The UMBC Biological Sciences Department will host two talks on bioinformatics on Wednesday, April 27.
Bioinformatics: Illustrations from 20 years at NCB*I, Dr. Jim Ostell, NCBI, NIH, 11:00am Wednesday 27 April, BS-004
Jim Ostell is one of the founders of NCBI, he will give a general audience talk, ideal for students and faculty from Biology, CS, Chemistry, Statistics and Math that would like to learn what Bioinformatics is about and the history of one of the main bioinformatic center in the world.
Network and state space models: science and science fiction approaches to cell fate predictions, John Quackenbush, Harvard, 12:00pm Wednesday 27 April BS-004
Two trends are driving innovation and discovery in biological sciences: technologies that allow holistic surveys of genes, proteins, and metabolites and a realization that biological processes are driven by complex networks of interacting biological molecules. However, there is a gap between the gene lists emerging from genome sequencing projects and the network diagrams that are essential if we are to understand the link between genotype and phenotype. ‘Omic technologies were once heralded as providing a window into those networks, but so far their success has been limited, in large part because the high-dimensional they produce cannot be fully constrained by the limited number of measurements and in part because the data themselves represent only a small part of the complete story. To circumvent these limitations, we have developed methods that combine ‘omic data with other sources of information in an effort to leverage, more completely, the compendium of information that we have been able to amass.Here we will present a number of approaches we have developed, with an emphasis on the how those methods have provided into the role that particular cellular pathways play in driving differentiation, and the role that variation in gene expression patterns influences the development of disease states. Looking forward, we will examine more abstract state-space models that may have potential to lead us to a more general predictive, theoretical biology.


TASK GOAL -
List all lines of the data containing the word "position".

STORED DATA -
::::::::
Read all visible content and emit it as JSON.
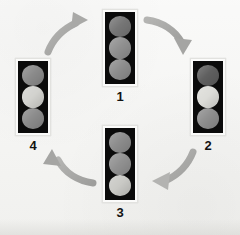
{
  "figure": {
    "type": "cycle-diagram",
    "background_color": "#f4f4f2",
    "palette": {
      "housing": "#0b0b0b",
      "frame": "#fbfbfa",
      "arrow": "#a8a8a6",
      "label_text": "#121212",
      "lamp_dark": "#6e6e6e",
      "lamp_mid": "#8f8f8f",
      "lamp_lit": "#d9d9d5"
    }
  },
  "signals": [
    {
      "label": "1",
      "position": "top",
      "x": 102,
      "y": 9,
      "width": 36,
      "height": 78,
      "lamps": [
        {
          "name": "top-lamp",
          "color": "#767676",
          "state": "dim"
        },
        {
          "name": "middle-lamp",
          "color": "#909090",
          "state": "dim"
        },
        {
          "name": "bottom-lamp",
          "color": "#8d8d8d",
          "state": "dim"
        }
      ]
    },
    {
      "label": "2",
      "position": "right",
      "x": 190,
      "y": 58,
      "width": 36,
      "height": 78,
      "lamps": [
        {
          "name": "top-lamp",
          "color": "#5f5f5f",
          "state": "dim"
        },
        {
          "name": "middle-lamp",
          "color": "#dcdcd8",
          "state": "lit"
        },
        {
          "name": "bottom-lamp",
          "color": "#8e8e8e",
          "state": "dim"
        }
      ]
    },
    {
      "label": "3",
      "position": "bottom",
      "x": 102,
      "y": 125,
      "width": 36,
      "height": 78,
      "lamps": [
        {
          "name": "top-lamp",
          "color": "#8c8c8c",
          "state": "dim"
        },
        {
          "name": "middle-lamp",
          "color": "#919191",
          "state": "dim"
        },
        {
          "name": "bottom-lamp",
          "color": "#c9c9c5",
          "state": "lit"
        }
      ]
    },
    {
      "label": "4",
      "position": "left",
      "x": 15,
      "y": 58,
      "width": 36,
      "height": 78,
      "lamps": [
        {
          "name": "top-lamp",
          "color": "#8a8a8a",
          "state": "dim"
        },
        {
          "name": "middle-lamp",
          "color": "#d2d2ce",
          "state": "lit"
        },
        {
          "name": "bottom-lamp",
          "color": "#8b8b8b",
          "state": "dim"
        }
      ]
    }
  ],
  "arrows": [
    {
      "name": "arrow-1-to-2",
      "from": "1",
      "to": "2",
      "direction": "down-right"
    },
    {
      "name": "arrow-2-to-3",
      "from": "2",
      "to": "3",
      "direction": "down-left"
    },
    {
      "name": "arrow-3-to-4",
      "from": "3",
      "to": "4",
      "direction": "up-left"
    },
    {
      "name": "arrow-4-to-1",
      "from": "4",
      "to": "1",
      "direction": "up-right"
    }
  ],
  "labels": {
    "one": "1",
    "two": "2",
    "three": "3",
    "four": "4"
  }
}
::::::::
YOUR SOLUTION -
      "position": "top",
      "position": "right",
      "position": "bottom",
      "position": "left",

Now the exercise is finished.